Hercule Poirot would not be impressed.
Agatha Christie's fictional detective would likely scoff at my lack of details. I can't recall just when my gray cells hatched the idea of riding the famous Orient Express train — called the Venice Simplon-Orient-Express, or VSOE — to celebrate my wife's and my 50th anniversary.
Our goal was to create a milestone memory, and Europe's legendary luxury train fit the bill. Joyce is a longtime Christie fan, and we both enjoyed the 1974 film version of her "Murder on the Orient Express," starring Albert Finney as the mustachioed Belgian detective. We also have enjoyed rail trips on both sides of the Atlantic.
One exception was a short, slow trip aboard a weary passenger train operating out of Spooner, Wis. It included dinner, breakfast and an overnight stay aboard a stationary passenger car. I considered it quaint and whimsical. Joyce prefers elegance to whimsy. I figured I owed her one.
And so we settled on a two-day, one-night trip on the VSOE from London to Venice, considering it a fine climax to a bus tour of Scotland, Wales and England. We didn't expect the little mystery that came with the adventure.
The journey began on a sunny September day at London's grand Victoria Station, where we caught a connecting train. At Victoria, we joined a queue to check most of our luggage at a private lounge operated by Belmond, a British travel company that runs the trains.
À la Poirot, we also checked the other waiting passengers. Most were seniors, speaking various languages. Some arrived in dashing '20s-style attire, reflecting the spirit of the trip.
Shortly before our 9:45 a.m. departure, crisply uniformed attendants guided us along the platform to a vintage Belmond Pullman train. For the next three hours it carried us, as we sipped Champagne and noshed on pastries and fruit, through graffitied London suburbs, pastoral landscapes and beneath chalky cliffs on England's southeast coast. From there, a plush motor coach carried us to the coast of the English Channel, where it eased onto a covered flatbed train — with us still aboard — for the 31-mile trip in the Chunnel, connecting England and France. A half-hour later, we climbed off at a transfer point near the French town of Calais.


▶ _What you will do_: Search the records for the string "structured" and report how many lines contain it, with nothing else.
Available records: Begin
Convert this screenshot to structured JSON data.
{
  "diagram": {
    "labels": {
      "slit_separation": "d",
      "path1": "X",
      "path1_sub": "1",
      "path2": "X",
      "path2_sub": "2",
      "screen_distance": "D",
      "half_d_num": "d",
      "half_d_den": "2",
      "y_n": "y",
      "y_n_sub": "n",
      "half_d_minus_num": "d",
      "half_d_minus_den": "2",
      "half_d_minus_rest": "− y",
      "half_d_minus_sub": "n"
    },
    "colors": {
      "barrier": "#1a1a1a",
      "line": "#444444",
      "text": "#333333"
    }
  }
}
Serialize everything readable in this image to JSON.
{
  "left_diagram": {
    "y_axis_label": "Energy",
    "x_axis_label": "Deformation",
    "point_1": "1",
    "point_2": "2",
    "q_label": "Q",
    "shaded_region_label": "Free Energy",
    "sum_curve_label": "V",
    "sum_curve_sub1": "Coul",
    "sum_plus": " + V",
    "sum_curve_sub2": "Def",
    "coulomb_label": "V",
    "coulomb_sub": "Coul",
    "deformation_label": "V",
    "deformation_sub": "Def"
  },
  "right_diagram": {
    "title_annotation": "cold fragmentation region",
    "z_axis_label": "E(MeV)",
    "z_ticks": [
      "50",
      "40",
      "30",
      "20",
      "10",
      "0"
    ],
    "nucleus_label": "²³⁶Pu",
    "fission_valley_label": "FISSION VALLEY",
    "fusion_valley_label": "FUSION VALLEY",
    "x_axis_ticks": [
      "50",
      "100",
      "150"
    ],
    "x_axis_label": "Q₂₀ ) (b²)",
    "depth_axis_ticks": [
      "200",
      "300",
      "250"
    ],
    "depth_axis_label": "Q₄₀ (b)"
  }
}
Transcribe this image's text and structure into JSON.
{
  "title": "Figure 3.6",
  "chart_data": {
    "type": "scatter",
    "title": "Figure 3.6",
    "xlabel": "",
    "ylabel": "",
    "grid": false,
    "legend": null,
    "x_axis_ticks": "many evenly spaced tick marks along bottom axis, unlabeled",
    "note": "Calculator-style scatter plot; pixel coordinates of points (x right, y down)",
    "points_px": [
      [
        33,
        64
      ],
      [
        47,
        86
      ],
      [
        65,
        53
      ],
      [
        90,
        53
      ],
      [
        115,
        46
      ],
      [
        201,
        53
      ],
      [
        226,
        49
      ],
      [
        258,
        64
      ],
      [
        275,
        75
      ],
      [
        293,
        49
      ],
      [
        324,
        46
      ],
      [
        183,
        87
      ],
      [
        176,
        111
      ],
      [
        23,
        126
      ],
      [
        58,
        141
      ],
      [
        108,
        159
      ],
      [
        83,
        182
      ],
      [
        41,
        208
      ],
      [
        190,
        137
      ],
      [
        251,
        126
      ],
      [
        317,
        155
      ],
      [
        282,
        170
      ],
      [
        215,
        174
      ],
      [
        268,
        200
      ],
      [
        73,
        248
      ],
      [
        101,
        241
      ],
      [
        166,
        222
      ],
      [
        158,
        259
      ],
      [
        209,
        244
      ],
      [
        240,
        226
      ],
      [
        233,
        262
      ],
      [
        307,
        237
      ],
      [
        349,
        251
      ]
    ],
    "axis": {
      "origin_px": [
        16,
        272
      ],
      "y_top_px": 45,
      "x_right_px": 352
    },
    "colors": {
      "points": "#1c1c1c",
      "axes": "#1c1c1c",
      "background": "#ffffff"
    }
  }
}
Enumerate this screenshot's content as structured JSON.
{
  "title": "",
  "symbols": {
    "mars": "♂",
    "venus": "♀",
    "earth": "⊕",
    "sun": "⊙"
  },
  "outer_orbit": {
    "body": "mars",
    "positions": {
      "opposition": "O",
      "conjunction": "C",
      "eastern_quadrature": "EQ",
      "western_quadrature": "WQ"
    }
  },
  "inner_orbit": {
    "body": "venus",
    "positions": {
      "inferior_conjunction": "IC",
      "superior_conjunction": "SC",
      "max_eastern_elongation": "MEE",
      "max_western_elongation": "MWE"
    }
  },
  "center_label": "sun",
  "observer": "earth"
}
Available records: End
Available records: Begin
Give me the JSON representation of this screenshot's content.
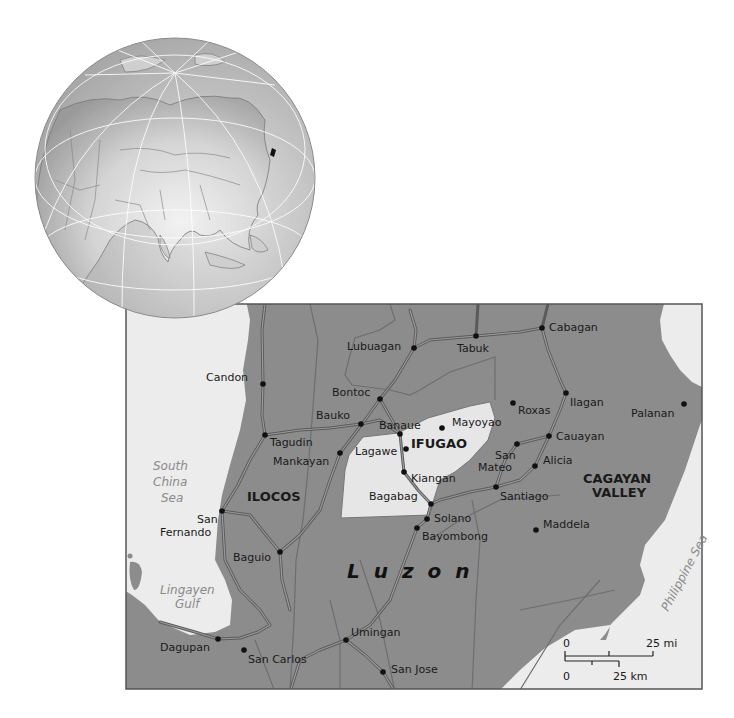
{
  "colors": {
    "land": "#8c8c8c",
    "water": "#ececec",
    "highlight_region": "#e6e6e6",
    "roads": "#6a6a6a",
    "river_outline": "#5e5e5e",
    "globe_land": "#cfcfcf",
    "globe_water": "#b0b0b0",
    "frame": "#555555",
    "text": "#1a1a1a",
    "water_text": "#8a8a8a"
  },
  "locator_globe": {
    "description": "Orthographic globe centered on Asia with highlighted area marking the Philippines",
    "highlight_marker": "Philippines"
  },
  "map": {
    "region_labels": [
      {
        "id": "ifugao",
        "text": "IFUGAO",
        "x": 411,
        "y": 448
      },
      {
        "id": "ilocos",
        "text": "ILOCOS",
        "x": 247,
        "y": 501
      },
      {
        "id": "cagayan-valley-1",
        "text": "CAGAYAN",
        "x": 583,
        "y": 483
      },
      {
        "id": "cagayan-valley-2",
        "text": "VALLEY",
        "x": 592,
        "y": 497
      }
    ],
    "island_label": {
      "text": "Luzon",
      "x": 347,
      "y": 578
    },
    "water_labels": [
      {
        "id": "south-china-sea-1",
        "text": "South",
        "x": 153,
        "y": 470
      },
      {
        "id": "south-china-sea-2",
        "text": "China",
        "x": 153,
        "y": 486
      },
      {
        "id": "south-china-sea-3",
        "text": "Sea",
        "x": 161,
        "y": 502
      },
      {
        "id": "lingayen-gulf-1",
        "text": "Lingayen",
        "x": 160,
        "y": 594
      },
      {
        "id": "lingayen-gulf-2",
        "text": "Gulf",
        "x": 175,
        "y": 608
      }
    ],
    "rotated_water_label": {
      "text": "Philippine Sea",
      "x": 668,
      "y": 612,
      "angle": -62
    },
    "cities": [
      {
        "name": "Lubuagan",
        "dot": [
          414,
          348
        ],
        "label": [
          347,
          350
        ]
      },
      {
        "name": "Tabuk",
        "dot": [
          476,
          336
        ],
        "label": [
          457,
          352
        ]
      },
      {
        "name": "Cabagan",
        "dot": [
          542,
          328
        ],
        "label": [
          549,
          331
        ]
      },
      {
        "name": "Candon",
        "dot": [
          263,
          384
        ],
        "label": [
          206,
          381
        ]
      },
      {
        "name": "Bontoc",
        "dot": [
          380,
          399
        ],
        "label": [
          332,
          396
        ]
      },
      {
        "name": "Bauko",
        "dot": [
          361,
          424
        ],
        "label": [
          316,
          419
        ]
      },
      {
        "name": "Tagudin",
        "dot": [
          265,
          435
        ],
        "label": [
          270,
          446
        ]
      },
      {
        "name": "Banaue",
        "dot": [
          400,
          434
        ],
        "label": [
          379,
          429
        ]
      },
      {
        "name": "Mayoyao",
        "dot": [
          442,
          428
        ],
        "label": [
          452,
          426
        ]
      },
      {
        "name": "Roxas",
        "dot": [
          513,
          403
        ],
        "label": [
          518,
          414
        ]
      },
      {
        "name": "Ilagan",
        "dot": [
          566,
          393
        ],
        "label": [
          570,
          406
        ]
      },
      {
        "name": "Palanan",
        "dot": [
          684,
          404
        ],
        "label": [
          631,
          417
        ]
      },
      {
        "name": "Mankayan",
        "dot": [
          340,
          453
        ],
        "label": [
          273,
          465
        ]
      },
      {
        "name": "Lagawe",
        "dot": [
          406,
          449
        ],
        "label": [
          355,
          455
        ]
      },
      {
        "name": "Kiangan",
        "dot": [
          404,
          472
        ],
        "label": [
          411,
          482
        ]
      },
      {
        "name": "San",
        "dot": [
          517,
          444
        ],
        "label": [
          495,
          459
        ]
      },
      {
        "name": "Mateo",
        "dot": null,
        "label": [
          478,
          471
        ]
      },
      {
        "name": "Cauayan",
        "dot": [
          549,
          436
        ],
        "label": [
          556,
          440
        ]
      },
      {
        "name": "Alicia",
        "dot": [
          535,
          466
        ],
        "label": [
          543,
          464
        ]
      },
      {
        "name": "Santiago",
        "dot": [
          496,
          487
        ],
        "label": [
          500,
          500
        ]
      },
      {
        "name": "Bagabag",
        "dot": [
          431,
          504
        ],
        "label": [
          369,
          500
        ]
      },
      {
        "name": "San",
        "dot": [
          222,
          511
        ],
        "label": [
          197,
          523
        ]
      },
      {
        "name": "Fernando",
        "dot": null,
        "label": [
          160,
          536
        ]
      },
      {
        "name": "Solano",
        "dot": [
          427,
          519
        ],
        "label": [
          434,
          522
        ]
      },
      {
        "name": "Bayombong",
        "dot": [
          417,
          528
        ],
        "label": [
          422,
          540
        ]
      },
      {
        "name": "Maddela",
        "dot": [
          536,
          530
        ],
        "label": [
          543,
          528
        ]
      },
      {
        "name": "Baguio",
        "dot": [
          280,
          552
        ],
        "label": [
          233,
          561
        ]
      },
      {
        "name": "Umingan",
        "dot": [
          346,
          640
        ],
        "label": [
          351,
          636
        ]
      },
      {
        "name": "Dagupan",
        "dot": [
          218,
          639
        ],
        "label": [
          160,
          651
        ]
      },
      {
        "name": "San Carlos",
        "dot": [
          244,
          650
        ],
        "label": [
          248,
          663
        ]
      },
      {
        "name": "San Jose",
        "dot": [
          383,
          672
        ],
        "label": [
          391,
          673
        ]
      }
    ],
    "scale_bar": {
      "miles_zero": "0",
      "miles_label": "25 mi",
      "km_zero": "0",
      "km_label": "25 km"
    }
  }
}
Available records: End
▶ _Problem solution_: 2